Main image of article Is TrueCrypt Truly Secure?
Written in C++, with C and some assembler, TrueCrypt is an open source tool for creating encrypted disk volumes. The volumes it creates can be stored on an external disk, as a partition of a disk, or in a file on Windows, Linux or Mac. TrueCrypt LogoDeveloped in 2004, TrueCrypt is considered one of the best pro-privacy tools around. It’s so good, forensic examiners, in at least one case, couldn’t prove that a TrueCrypt encrypted hard disk contained incriminating evidence. The Fifth Amendment prevented self-incriminating disclosure of the contents. In addition to encrypting, TrueCrypt allows you to create hidden volumes, so you can keep secrets with enhanced safety. It does so by storing them inside of a visible volume, in a partition otherwise consumed by random data. If you’re forced to allow access to your volume's contents by revealing your password, you can deny having anything hidden – there’s no way to prove the hidden volumes exist. Enter the normal password and only your main volume is accessible. To access a hidden volume, you need to enter another password. Likewise, a hidden operating system can be created on an encrypted partition with a decoy system. Again, enter one password for the decoy or another for the hidden one. Note that passwords are rarely immune to rubber-hose extraction methods where violence or threats of violence are used to "brute force" them. Password protection security can be enhanced by creating a key file. Once created, access to an encrypted volume requires the key file. To maintain plausible deniability,  remove the key file from the computer when not in use, and ensure all traces of it are obliterated. If you send a TrueCrypt file over the Internet or on USB, move the key file separately, to make decryption without both parts impossible. TrueCrypt has other tricks up its sleeve, too: Its volumes have no identifying signatures, so they appear as random bytes (though that in itself may be a clue, just as Sherlock Holmes' dog was notable because it didn't bark). Also, the files can be hidden in all sorts of different ways, including inside a .MP4 video file.

How Secure is TrueCrypt

There have been recent revelations about the NSA's policy of weakening encryption, including that the NSA weakened the NIST standard for cryptographically secure pseudo-random number generation using elliptic curves -- something that was speculated about five years ago but has now been confirmed. With that in mind, how secure are TrueCrypt and other open source security products? According to a 23 page report by the French government on TrueCrypt version 6.0a, it has a few vulnerabilities. Little is known about the people behind TrueCrypt except that they are particularly well skilled and they continue to improve it. One concern, however, is that a government agency produced the software and gave it away, giving the government a very subtle backdoor to identify TrueCrypt files and read them at will. For that reason, among others, TrueCrypt should be audited. Security researcher Matthew Green set up a website IsTrueCryptAuditedYet.com with the following requests for the TrueCrypt 7.1a release:

1. The License is potentially non free and open source, it needs clarifying.

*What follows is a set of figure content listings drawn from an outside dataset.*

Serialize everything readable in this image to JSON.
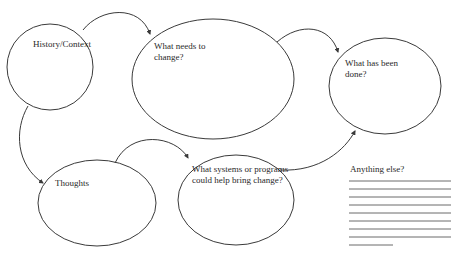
{
  "diagram": {
    "type": "graphic-organizer",
    "nodes": [
      {
        "id": "history",
        "label": "History/Context"
      },
      {
        "id": "change",
        "label": "What needs to\nchange?"
      },
      {
        "id": "done",
        "label": "What has been\ndone?"
      },
      {
        "id": "thoughts",
        "label": "Thoughts"
      },
      {
        "id": "systems",
        "label": "What systems or programs\ncould help bring change?"
      }
    ],
    "edges": [
      {
        "from": "history",
        "to": "change"
      },
      {
        "from": "change",
        "to": "done"
      },
      {
        "from": "history",
        "to": "thoughts"
      },
      {
        "from": "thoughts",
        "to": "systems"
      },
      {
        "from": "systems",
        "to": "done"
      }
    ],
    "notes": {
      "label": "Anything else?",
      "line_count": 9
    }
  },
  "colors": {
    "stroke": "#3a3a3a",
    "lines": "#6a6a6a",
    "background": "#ffffff"
  }
}
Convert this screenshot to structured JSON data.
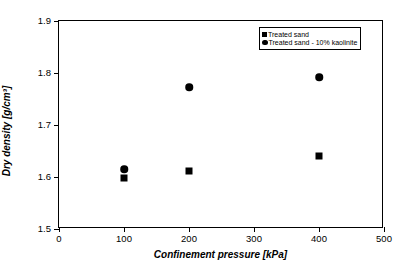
{
  "chart_data": {
    "type": "scatter",
    "title": "",
    "xlabel": "Confinement pressure [kPa]",
    "ylabel": "Dry density [g/cm³]",
    "xlim": [
      0,
      500
    ],
    "ylim": [
      1.5,
      1.9
    ],
    "xticks": [
      0,
      100,
      200,
      300,
      400,
      500
    ],
    "yticks": [
      1.5,
      1.6,
      1.7,
      1.8,
      1.9
    ],
    "xtick_labels": [
      "0",
      "100",
      "200",
      "300",
      "400",
      "500"
    ],
    "ytick_labels": [
      "1.5",
      "1.6",
      "1.7",
      "1.8",
      "1.9"
    ],
    "grid": false,
    "legend_position": "top-right",
    "series": [
      {
        "name": "Treated sand",
        "marker": "square",
        "color": "#000000",
        "points": [
          {
            "x": 100,
            "y": 1.598
          },
          {
            "x": 200,
            "y": 1.611
          },
          {
            "x": 400,
            "y": 1.64
          }
        ]
      },
      {
        "name": "Treated sand - 10% kaolinite",
        "marker": "circle",
        "color": "#000000",
        "points": [
          {
            "x": 100,
            "y": 1.615
          },
          {
            "x": 200,
            "y": 1.773
          },
          {
            "x": 400,
            "y": 1.792
          }
        ]
      }
    ]
  }
}
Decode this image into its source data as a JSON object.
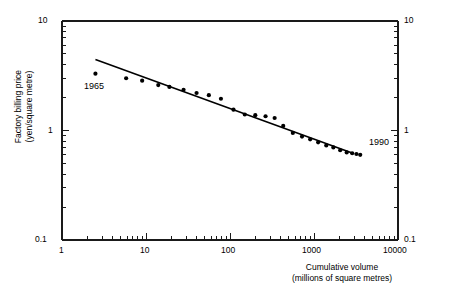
{
  "chart_data": {
    "type": "scatter",
    "title": "",
    "xlabel": "Cumulative volume\n(millions of square metres)",
    "ylabel": "Factory billing price\n(yen/square metre)",
    "xscale": "log",
    "yscale": "log",
    "xlim": [
      1,
      10000
    ],
    "ylim": [
      0.1,
      10
    ],
    "grid": false,
    "legend": null,
    "x_ticks": [
      "1",
      "10",
      "100",
      "1000",
      "10000"
    ],
    "y_ticks": [
      "0.1",
      "1",
      "10"
    ],
    "y_ticks_right": [
      "0.1",
      "1",
      "10"
    ],
    "x_tick_values": [
      1,
      10,
      100,
      1000,
      10000
    ],
    "y_tick_values": [
      0.1,
      1,
      10
    ],
    "series": [
      {
        "name": "Factory billing price vs cumulative volume",
        "marker": "filled-circle",
        "x": [
          2.5,
          5.8,
          9.0,
          14.0,
          19.0,
          28.0,
          40.0,
          56.0,
          78.0,
          110.0,
          150.0,
          200.0,
          265.0,
          340.0,
          430.0,
          560.0,
          720.0,
          900.0,
          1120.0,
          1400.0,
          1700.0,
          2050.0,
          2450.0,
          2850.0,
          3200.0,
          3550.0
        ],
        "y": [
          3.3,
          3.0,
          2.85,
          2.6,
          2.5,
          2.35,
          2.2,
          2.1,
          1.95,
          1.55,
          1.4,
          1.38,
          1.35,
          1.3,
          1.1,
          0.95,
          0.88,
          0.83,
          0.78,
          0.73,
          0.7,
          0.66,
          0.63,
          0.62,
          0.61,
          0.6
        ]
      }
    ],
    "trendline": {
      "name": "fitted experience curve",
      "x_start": 2.5,
      "y_start": 4.45,
      "x_end": 2900,
      "y_end": 0.62,
      "style": "solid"
    },
    "annotations": [
      {
        "text": "1965",
        "x": 2.5,
        "y": 2.35,
        "name": "annotation-1965"
      },
      {
        "text": "1990",
        "x": 3200,
        "y": 0.95,
        "name": "annotation-1990"
      }
    ]
  },
  "axes": {
    "left_labels": [
      "10",
      "1",
      "0.1"
    ],
    "right_labels": [
      "10",
      "1",
      "0.1"
    ],
    "bottom_labels": [
      "1",
      "10",
      "100",
      "1000",
      "10000"
    ],
    "ylabel_line1": "Factory billing price",
    "ylabel_line2": "(yen/square metre)",
    "xlabel_line1": "Cumulative volume",
    "xlabel_line2": "(millions of square metres)"
  },
  "style": {
    "axis_color": "#1a1a1a",
    "point_color": "#000000",
    "line_color": "#000000",
    "background": "#ffffff"
  }
}
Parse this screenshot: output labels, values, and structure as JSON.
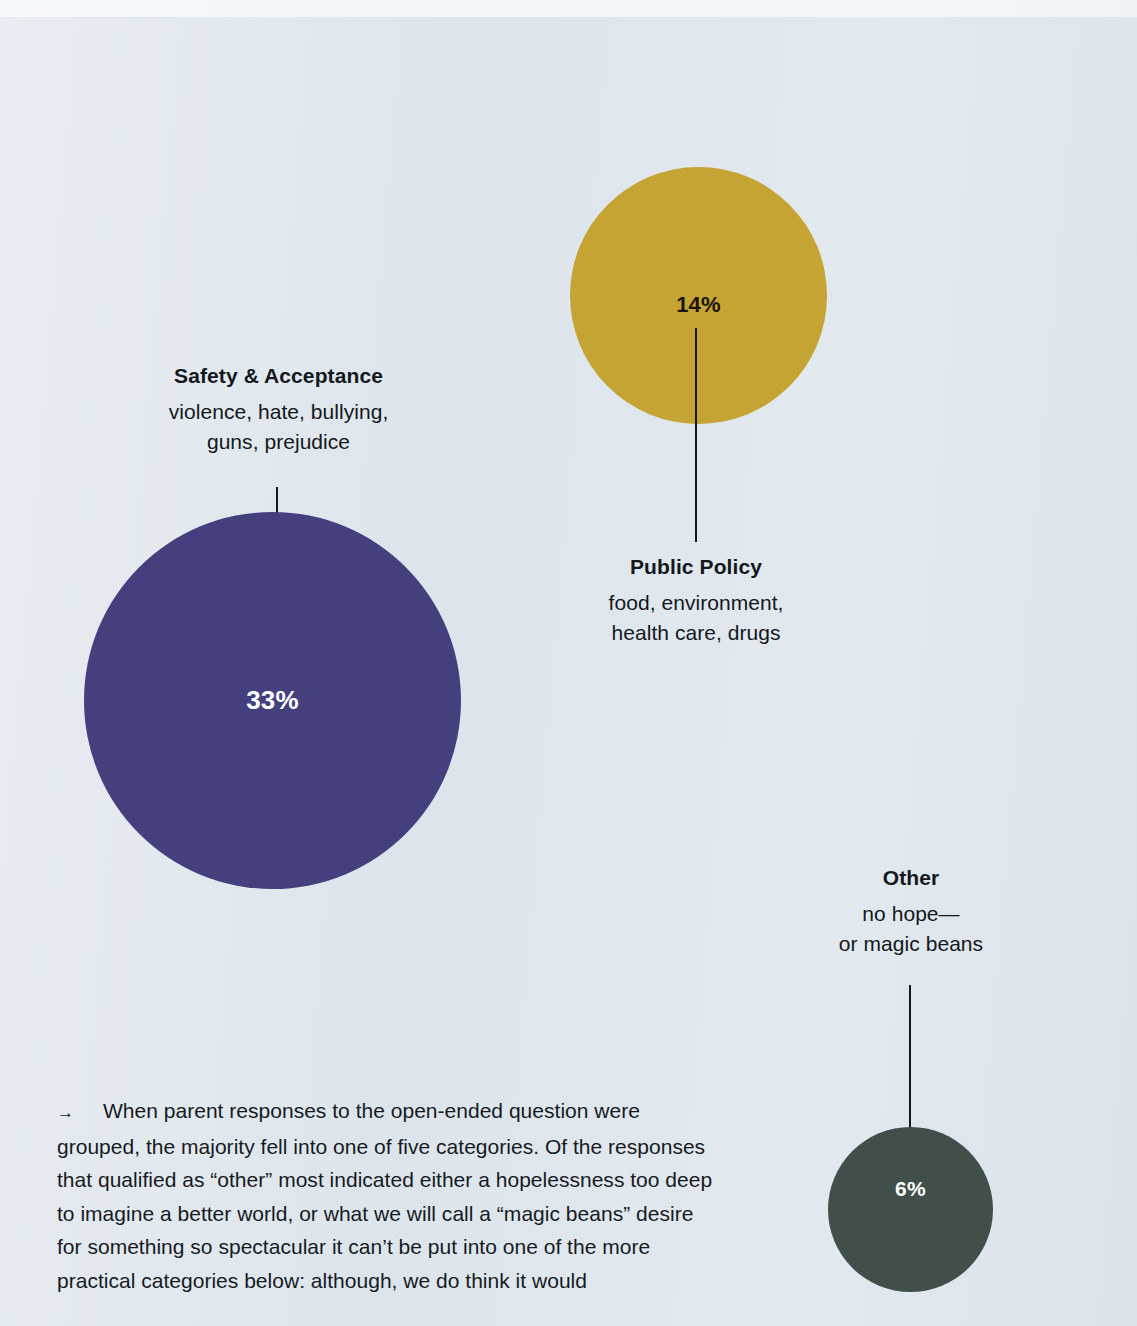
{
  "page": {
    "background_color": "#dde5ec",
    "text_color": "#14181c"
  },
  "chart_data": {
    "type": "bubble",
    "title": "",
    "subtitle": "",
    "xlabel": "",
    "ylabel": "",
    "legend_position": "inline-labels",
    "grid": false,
    "units": "percent",
    "note": "Proportional-area bubbles showing share of parent responses by category. Labels sit outside each bubble and connect with a thin leader line.",
    "categories": [
      "Safety & Acceptance",
      "Public Policy",
      "Other"
    ],
    "values": [
      33,
      14,
      6
    ],
    "value_labels": [
      "33%",
      "14%",
      "6%"
    ],
    "colors": [
      "#443f7d",
      "#c5a433",
      "#414f4a"
    ],
    "descriptions": [
      "violence, hate, bullying, guns, prejudice",
      "food, environment, health care, drugs",
      "no hope— or magic beans"
    ],
    "series": [
      {
        "name": "Share of parent responses",
        "points": [
          {
            "label": "Safety & Acceptance",
            "value": 33,
            "value_label": "33%",
            "color": "#443f7d",
            "description_lines": [
              "violence, hate, bullying,",
              "guns, prejudice"
            ]
          },
          {
            "label": "Public Policy",
            "value": 14,
            "value_label": "14%",
            "color": "#c5a433",
            "description_lines": [
              "food, environment,",
              "health care, drugs"
            ]
          },
          {
            "label": "Other",
            "value": 6,
            "value_label": "6%",
            "color": "#414f4a",
            "description_lines": [
              "no hope—",
              "or magic beans"
            ]
          }
        ]
      }
    ]
  },
  "bubbles": {
    "safety": {
      "title": "Safety & Acceptance",
      "desc_line_1": "violence, hate, bullying,",
      "desc_line_2": "guns, prejudice",
      "value": "33%",
      "color": "#443f7d"
    },
    "policy": {
      "title": "Public Policy",
      "desc_line_1": "food, environment,",
      "desc_line_2": "health care, drugs",
      "value": "14%",
      "color": "#c5a433"
    },
    "other": {
      "title": "Other",
      "desc_line_1": "no hope—",
      "desc_line_2": "or magic beans",
      "value": "6%",
      "color": "#414f4a"
    }
  },
  "body": {
    "arrow": "→",
    "paragraph": "When parent responses to the open-ended question were grouped, the majority fell into one of five categories. Of the responses that qualified as “other” most indicated either a hopelessness too deep to imagine a better world, or what we will call a “magic beans” desire for something so spectacular it can’t be put into one of the more practical categories below: although, we do think it would"
  }
}
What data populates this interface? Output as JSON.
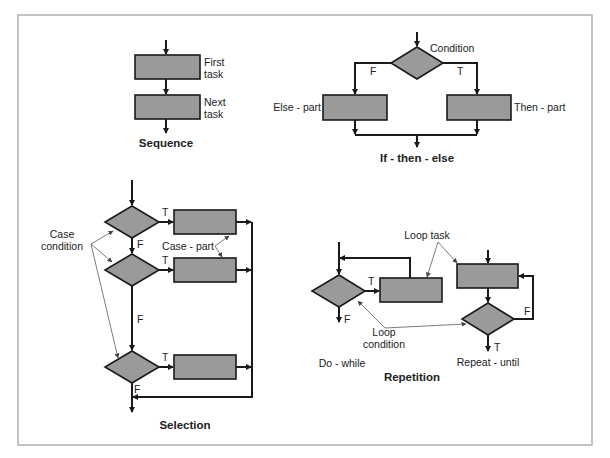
{
  "sequence": {
    "title": "Sequence",
    "first_task": [
      "First",
      "task"
    ],
    "next_task": [
      "Next",
      "task"
    ]
  },
  "if_then_else": {
    "title": "If - then - else",
    "condition": "Condition",
    "false_label": "F",
    "true_label": "T",
    "else_part": "Else - part",
    "then_part": "Then - part"
  },
  "selection": {
    "title": "Selection",
    "case_condition": [
      "Case",
      "condition"
    ],
    "case_part": "Case - part",
    "true_label": "T",
    "false_label": "F"
  },
  "repetition": {
    "title": "Repetition",
    "loop_task": "Loop task",
    "loop_condition": [
      "Loop",
      "condition"
    ],
    "do_while": "Do - while",
    "repeat_until": "Repeat - until",
    "true_label": "T",
    "false_label": "F"
  },
  "colors": {
    "shape_fill": "#9a9a9a",
    "stroke": "#1a1a1a",
    "frame": "#9a9a9a"
  }
}
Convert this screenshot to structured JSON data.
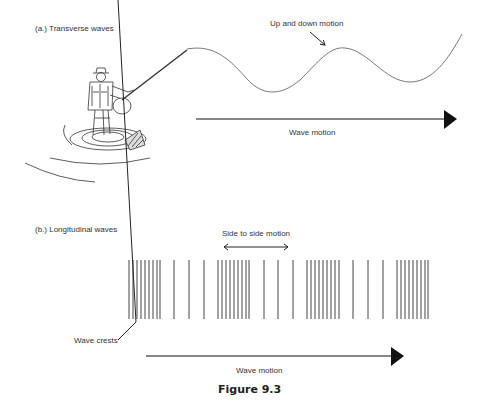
{
  "panel_a": {
    "label": "(a.)  Transverse waves",
    "annotation_top": "Up and down motion",
    "arrow_label": "Wave motion",
    "illustration": "fly-fisherman-standing-in-water-casting-line"
  },
  "panel_b": {
    "label": "(b.)  Longitudinal waves",
    "annotation_top": "Side to side motion",
    "crest_label": "Wave crests",
    "arrow_label": "Wave motion",
    "compression_groups": 4,
    "lines_per_compression": 9,
    "rarefaction_lines_between": 3
  },
  "caption": "Figure 9.3",
  "colors": {
    "line": "#555555",
    "arrow": "#111111",
    "background": "#ffffff"
  }
}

2. The software should be audited for bugs.

3. The build system should be more secure so binaries are trusted.

4. Bounties should be raised for bug finding.

The third request is a source of contention. Building drivers for Windows 7 or higher requires that the drivers are signed by Microsoft or that the driver signing requirement is disabled at boot time. If you think you are good at locating backdoors in C++, C or assembler, or building software on Windows, or you have an interest in Cryptanalysis, take a look at TrueCrypt.